Friday Replay: It’s Not About My Goddamn Shoes

Safety and service.

Your TSA: Safety and service.

The TSA is now full of pedophiles and perverts who grope or leer at naked pictures of men, women and children.

I go back to a rant I wrote a year ago.

The public…who give over their most precious possessions – their dignity, their self-respect, their rights, their spirit – all because those won’t fit in the overhead compartment. They give over what can’t be returned. Say thank you. Bow.

Here’s the original. With a full middle digit straight to the TSA.

UPDATE: If you’re traveling Nov. 24, go to this site and do this. Opt out and overwhelm the system. Free American citizens should not have to surrender their dignity to fly.

Soap: The Yardstick of Civilization

Use this. Or he will kick your ass.

Use this. Or he will kick your ass.

As a magazine writer who sees how the sausage is made, I’m acutely attuned to spotting when some politically correct cause is dressed up as a fashion trend.

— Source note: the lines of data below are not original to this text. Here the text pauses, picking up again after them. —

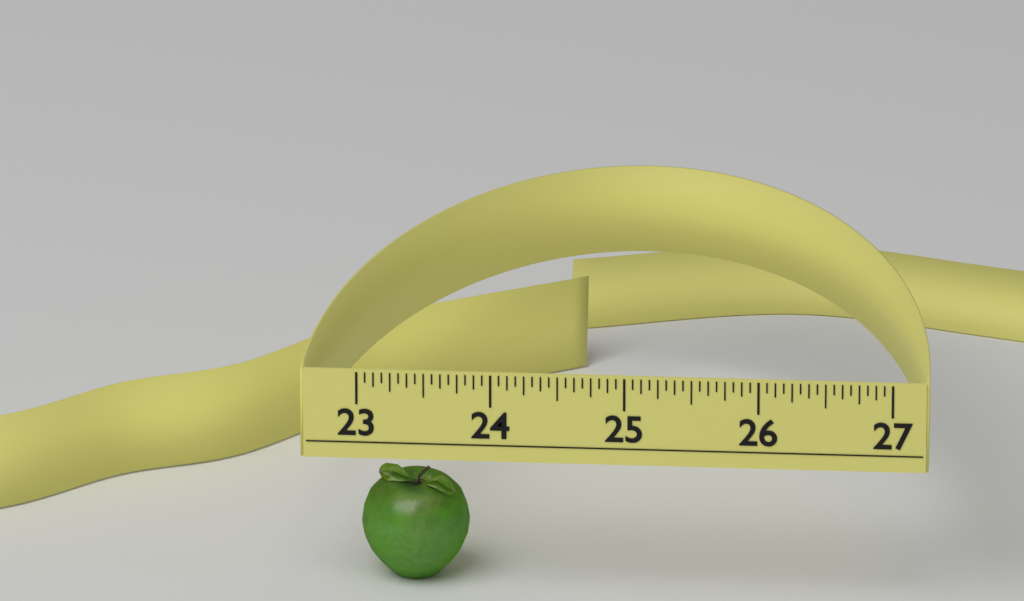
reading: 23.8125 (no unit)
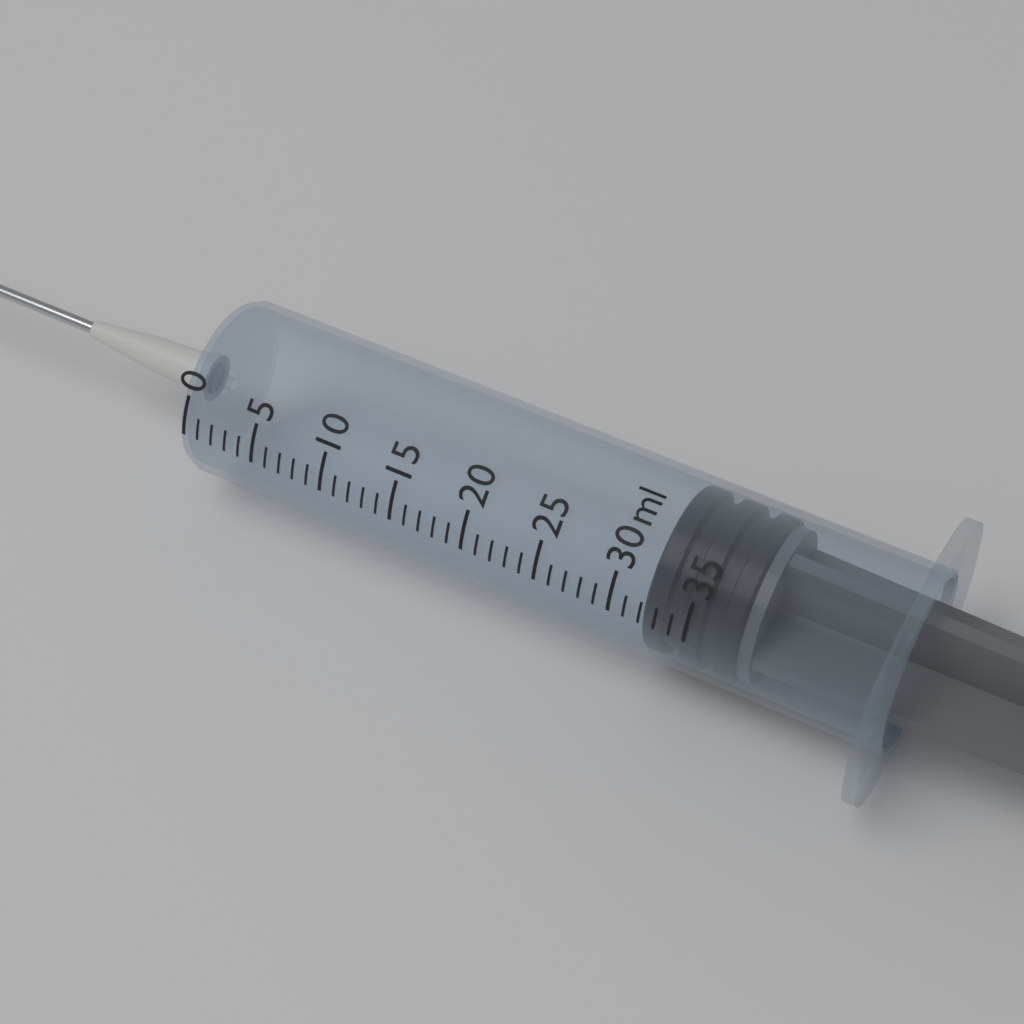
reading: 32 ml
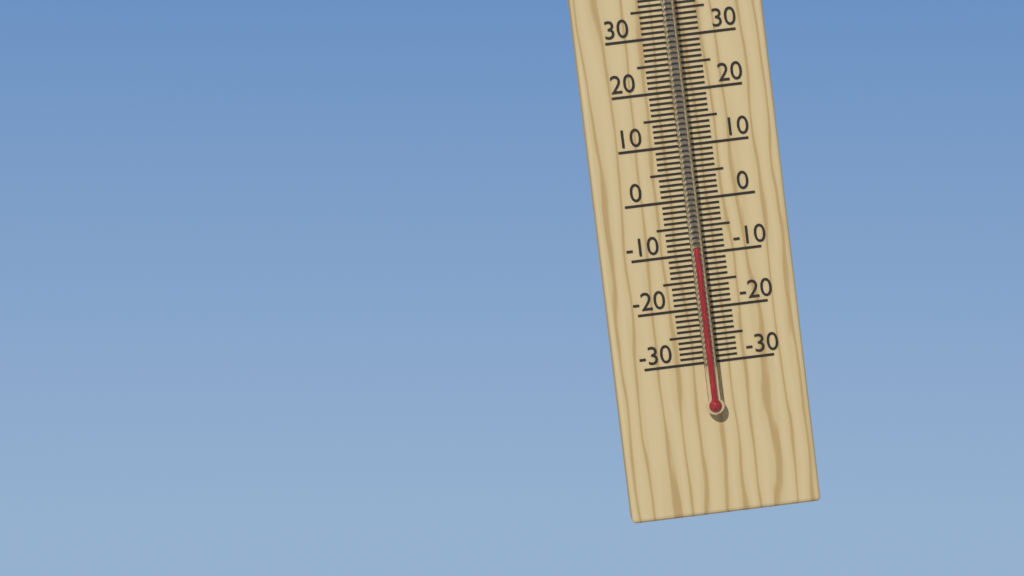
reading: -9 °C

As Jack Shafer at Slate notes every week — “How does a journalist count? One, two, trend” and “The plural of  ‘anecdote’ is ‘trend’” — journalism is utter crap when it tries to report on trends. But it’s generally naive, lazy crap.

When it’s environmental extremism sold as a fashion trend thing, well, it’s naive crap with a purpose. And there’s nothing more odorous.

Esquire‘s “Ten Reasons Why I Don’t Shower” and The New York Times’ “The Great Unwashed” try to push it as mainly about being natural. The Guardian — twat-fodder for the great pseudo-intellectual left — is a little more honest about why they’re pushing this stink upon us.

There are, of course, environmental benefits. In a bid to reduce his carbon footprint to the absolute minimum, environmentalist Donnachadh McCarthy, 51, limits his showers to about twice a week. “The rest of the time I have a sink wash,” he says. “I believe that I’m as clean as everyone else.” It has helped him to get his water consumption down to around 20 litres a day – well below the 100 to 150 average in the UK.

Look, I don’t care how much water it wastes or that you think have a great natural aroma.

You don’t.

Everyone in the world except me and The Wife (and I’m not too sure about me) smells like sour cheese and feet. I don’t want to get to know your unique scent. No, it’s not enough to give yourself a quick whore’s bath and swipe a lemon under your arm. It’s awful.

Bathing is a relatively new thing in human history? So effing what? So are antibiotics, cell phones and computers. Deal with it and be a little more considerate to your fellow humans.

Smelly, dirty hippie is not the next fashion trend.

Grab some soap and get to work.

A Near Darwin Moment

KeystoneKopsSo if I’m reading this right, some guys dressed as cops broke into a home, beat the crap out of the residents, and took their stuff.

The residents called the real cops — the Dallas Police Department — which didn’t respond for three hours.

When the DPD dispatch did respond, they sent a cop in an unmarked car.

Resident not at the hospital sees this fishy scene — the cop in an unmarked unit arriving some three hours after the 911 call — and gets scared. She fires a shot at the car.

That’s my takeaway?

Seriously, this has to be made up. Three hours after the 911 call, the DPD sends an unmarked car to a house where the home invaders broke in dressed as cops.

“…pursuing invariably the same Object…”

Still on deadline(s). Submitted without comment.

A New Morning in America

The Establishment GOP, Rove and all the rest of the tired old machine are spending this week elbowing for their piece of the pork, laying claim to victories that aren’t theirs, and blaming each other for where they failed.

Meanwhile, someone else is looking forward. And rubbing the left’s noses in it.